Last week, working at home by myself, I did something that was clearly irrational—I yelled at ChatGPT. We’re talking a full-on, completely exasperated, “OH FOR <insert your favorite phrase here>!!!”. I had to step away for a moment to calm down. Later that day, the real lesson finally landed.
I was trying out new software and couldn’t figure out how to enable a specific feature. When I asked ChatGPT, the steps it returned were a dead end—the menu it suggested was nowhere to be found. Next, I told it to search the internet for a different answer. That path also led nowhere.
My to-do list was long. I was testing the tool because I thought it would save time. So you can imagine my frustration building when my AI “co-worker” seemed asleep on the job. I tried one more time and told it to read the software company’s documentation. I switched it to Thinking mode. About a minute later, it gave me… the same answer as before. Hence, my momentary mini-breakdown.
Later, after resetting and working on something else, I remembered the software had just released a major new version. ChatGPT likely didn’t know I was using the latest release. Sure enough, once I provided that context, it gave the right answer and I was on my way. I’m sure everyone has felt that sheepish moment when the problem was missing input, not bad performance.
That’s the point: AI is now so capable that wrong answers are often a context problem. Knowing that is easy. Acting on it is harder. At Transparent Partners, we’ve been focusing on providing context to LLMs in several practical ways. So it’s a good time to ask: Is your enterprise AI strategy maximizing these five context layers? If not, let’s discuss how we can help you build a more effective roadmap.
1) The Immediate Context: Role, Goal, and Constraints
The most accessible layer of context is prompt engineering. Many people still treat LLMs like search engines, entering a few keywords and hoping for the best. A better approach is to prompt the way you’d delegate to a co-worker.
Use the “Role, Goal, and Constraints” framework. Instead of “Write an email about the project update,” try: “Act as a Senior Project Manager (Role). Write a project update email to stakeholders summarizing delays in Q3 caused by supply chain issues (Goal). Keep the tone professional but reassuring, and limit it to three bullet points (Constraints).” This narrows the model’s search space to the slice of reality you actually mean. In other words: the first of the enterprise AI context layers is simply delegating clearly
2) The Data Context: Leveraging Large Context Windows
Sometimes description isn’t enough; the AI needs to see the source material. Modern LLMs can hold a lot of information in their working memory. That lets you move beyond short prompts.
Rather than summarizing a 50-page vendor contract or typing rows of sales data, upload the PDF or spreadsheet into the chat. Then the model can answer from those files, not from general training patterns. In practice, this turns a generalist into a specialist on your documents.
3) The Persistent Context: Custom Instructions, GPT’s, and “Gems”
If you keep repeating the same preferences—“I work in HR,” “Keep it concise,” “Format as a table”—you’re wasting cycles. Persistent context solves that. It’s available through ChatGPT custom instructions and custom GPTs, or Gemini’s “Gems.”
These tools let you bake your defaults into the background of every interaction. You can create an “Executive Assistant” that follows your formatting rules. Or you can build a “Brand Editor” that understands your voice is witty but professional. That way, each new chat starts with the basics already loaded.
4) The Retrieval Context: RAG (Retrieval-Augmented Generation)
For enterprise use cases—or for data that changes daily—manual file uploads don’t scale. This is where Retrieval-Augmented Generation (RAG) comes in. Think of RAG as an open-book exam.
Instead of relying on the model’s internal memory, the system searches your live sources first (a database, intranet, or knowledge base). Then it feeds the most relevant facts to the model alongside your question. This anchors output in your current, proprietary data and reduces errors—especially when policies and numbers shift often. If your use case fits this pattern, getting help to implement RAG (or reaching out to us) is usually worth it.
5) The Agentic Context: Multi-Step Reasoning
The final frontier is agentic workflows. Here, the AI doesn’t just answer; it decides what to do next. With the context “Schedule a budget review with the finance team for next Tuesday,” an agent can infer a sequence: check the current date, scan calendars, book a room, and send invites.
In this setup, context becomes the logic engine. It tells the system what tools to use and what steps to take. That’s how you move from a passive chatbot to an active digital employee and why the fifth of these enterprise AI context layers often changes operating models, not just workflows.
I hope these suggestions make it easier to provide more context in your AI interactions. And if you still get an incorrect result, remember: yelling at an inanimate object won’t get you there any faster!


WORK INSTRUCTION
Output the lines of the entries below beginning at the one with "Decode this image" and ending with the last, exactly as written and without pictures.

INPUT DATA
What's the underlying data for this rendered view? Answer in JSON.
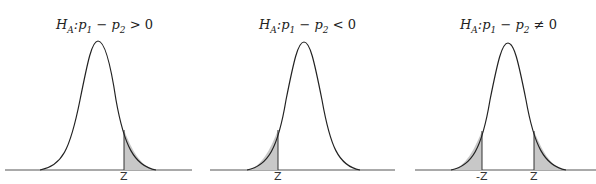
{
  "panels": [
    {
      "title": {
        "H": "H",
        "Hsub": "A",
        "p1": "p",
        "p1sub": "1",
        "op_minus": " − ",
        "p2": "p",
        "p2sub": "2",
        "relation": " > 0",
        "prefix_colon": ":"
      },
      "tail": "right",
      "labels": [
        "Z"
      ]
    },
    {
      "title": {
        "H": "H",
        "Hsub": "A",
        "p1": "p",
        "p1sub": "1",
        "op_minus": " − ",
        "p2": "p",
        "p2sub": "2",
        "relation": " < 0",
        "prefix_colon": ":"
      },
      "tail": "left",
      "labels": [
        "Z"
      ]
    },
    {
      "title": {
        "H": "H",
        "Hsub": "A",
        "p1": "p",
        "p1sub": "1",
        "op_minus": " − ",
        "p2": "p",
        "p2sub": "2",
        "relation": " ≠ 0",
        "prefix_colon": ":"
      },
      "tail": "two-sided",
      "labels": [
        "-Z",
        "Z"
      ]
    }
  ],
  "colors": {
    "curve": "#222222",
    "shade": "#c8c8c8",
    "axis": "#555555"
  }
}
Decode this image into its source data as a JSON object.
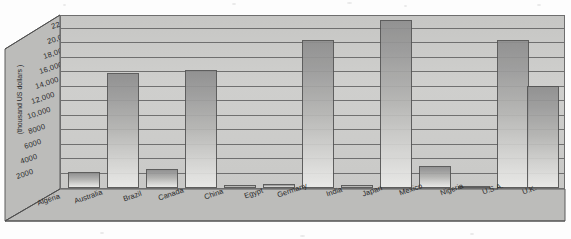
{
  "chart_data": {
    "type": "bar",
    "title": "",
    "subtitle": "",
    "xlabel": "",
    "ylabel": "(thousand US dollars )",
    "ylim": [
      0,
      24000
    ],
    "grid": true,
    "legend": "none",
    "orientation": "vertical-3d",
    "categories": [
      "Algeria",
      "Australia",
      "Brazil",
      "Canada",
      "China",
      "Egypt",
      "Germany",
      "India",
      "Japan",
      "Mexico",
      "Nigeria",
      "U.S.A.",
      "U.K."
    ],
    "values": [
      2200,
      16100,
      2700,
      16500,
      400,
      500,
      20600,
      400,
      23400,
      3100,
      300,
      20700,
      14200
    ],
    "ytick_labels": [
      "2000",
      "4000",
      "6000",
      "8000",
      "10,000",
      "12,000",
      "14,000",
      "16,000",
      "18,000",
      "20,000",
      "22,000"
    ],
    "ytick_values": [
      2000,
      4000,
      6000,
      8000,
      10000,
      12000,
      14000,
      16000,
      18000,
      20000,
      22000
    ],
    "colors": {
      "bar_top": "#8e8e8e",
      "bar_bottom": "#ebebe9",
      "panel": "#c9c9c7",
      "wall": "#b9b9b7",
      "floor": "#b9b9b7",
      "gridline": "#5f5f5f",
      "outline": "#5a5a5a",
      "text": "#2a2a2a",
      "page": "#fdfdfd"
    }
  }
}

WRITTEN SOLUTION
Decode this image into its source data as a JSON object.
{
  "chart_data": {
    "type": "bar",
    "title": "",
    "subtitle": "",
    "xlabel": "",
    "ylabel": "(thousand US dollars )",
    "ylim": [
      0,
      24000
    ],
    "grid": true,
    "legend": "none",
    "orientation": "vertical-3d",
    "categories": [
      "Algeria",
      "Australia",
      "Brazil",
      "Canada",
      "China",
      "Egypt",
      "Germany",
      "India",
      "Japan",
      "Mexico",
      "Nigeria",
      "U.S.A.",
      "U.K."
    ],
    "values": [
      2200,
      16100,
      2700,
      16500,
      400,
      500,
      20600,
      400,
      23400,
      3100,
      300,
      20700,
      14200
    ],
    "ytick_labels": [
      "2000",
      "4000",
      "6000",
      "8000",
      "10,000",
      "12,000",
      "14,000",
      "16,000",
      "18,000",
      "20,000",
      "22,000"
    ],
    "ytick_values": [
      2000,
      4000,
      6000,
      8000,
      10000,
      12000,
      14000,
      16000,
      18000,
      20000,
      22000
    ],
    "colors": {
      "bar_top": "#8e8e8e",
      "bar_bottom": "#ebebe9",
      "panel": "#c9c9c7",
      "wall": "#b9b9b7",
      "floor": "#b9b9b7",
      "gridline": "#5f5f5f",
      "outline": "#5a5a5a",
      "text": "#2a2a2a",
      "page": "#fdfdfd"
    }
  }
}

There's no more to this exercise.